It’s easier to think that we did something to deserve it. That it wasn’t as bad as we thought it was. We’re just crazy. We wore mascara, pushup bras, dyed our hair. We had big tits. Etcetera. Whatever woman means is something invented. We were young but not naïve. We knew we weren’t worth our minds. I was kicked out of choir because I would not be quiet. Acorn shaved her head, ran out of the school. Someone told us we were wild animals. We ate as little as possible. We drove around Evanston and wandered near the Lake to imagine ourselves out of our lives. If I tell you we chose what we could—each a violent man—See? you’ll say. You chose.
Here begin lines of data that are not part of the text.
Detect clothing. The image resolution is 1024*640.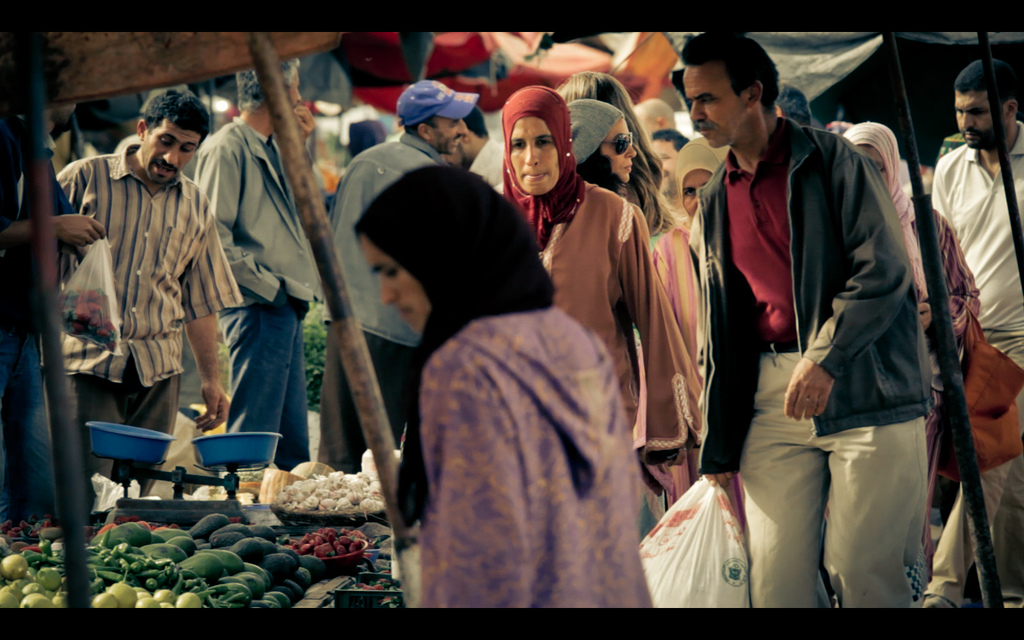
bbox=[192, 129, 305, 471].
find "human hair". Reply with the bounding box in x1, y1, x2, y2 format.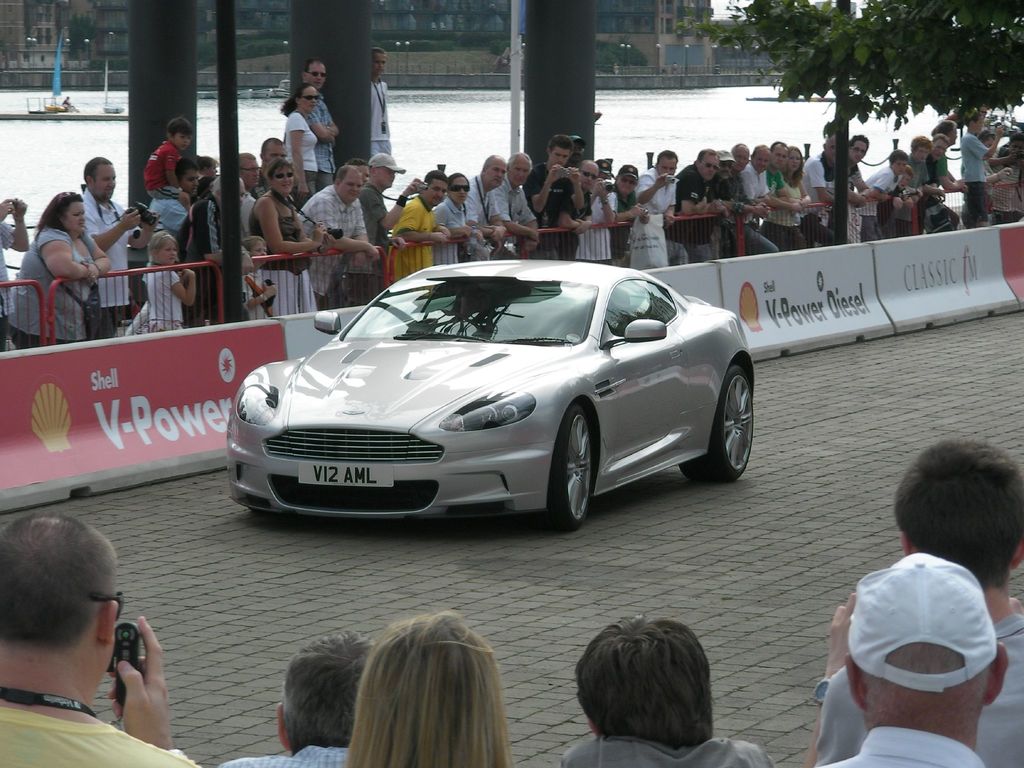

We wanted to know what it felt like to be wanted. To be the thing they said we were. This went on for years, with different men, different brown-carpet apartments, broke-down cars, dive bars and rum and cokes, dirty sheets, dirty bathrooms with hair in the sink. Our lives diverged. We both divorced. We woke up in our own lives with a drawer full of knives. We have always been difficult women. I know we had the same dream: something heavy moving in the underbrush, something clawed and hungry, something that screamed like a woman.
Girlhood

Sara Quinn Rivara is the author of three collections of poetry, most recently LITTLE BEAST (Riot in Your Throat Press, 2023) a finalist for the 2024 Oregon Book Awards. Work has appeared recently in chestnut review, trampset, West Branch, Whale Road Review, and elsewhere. Rivera lives in the PNW with many cats and family.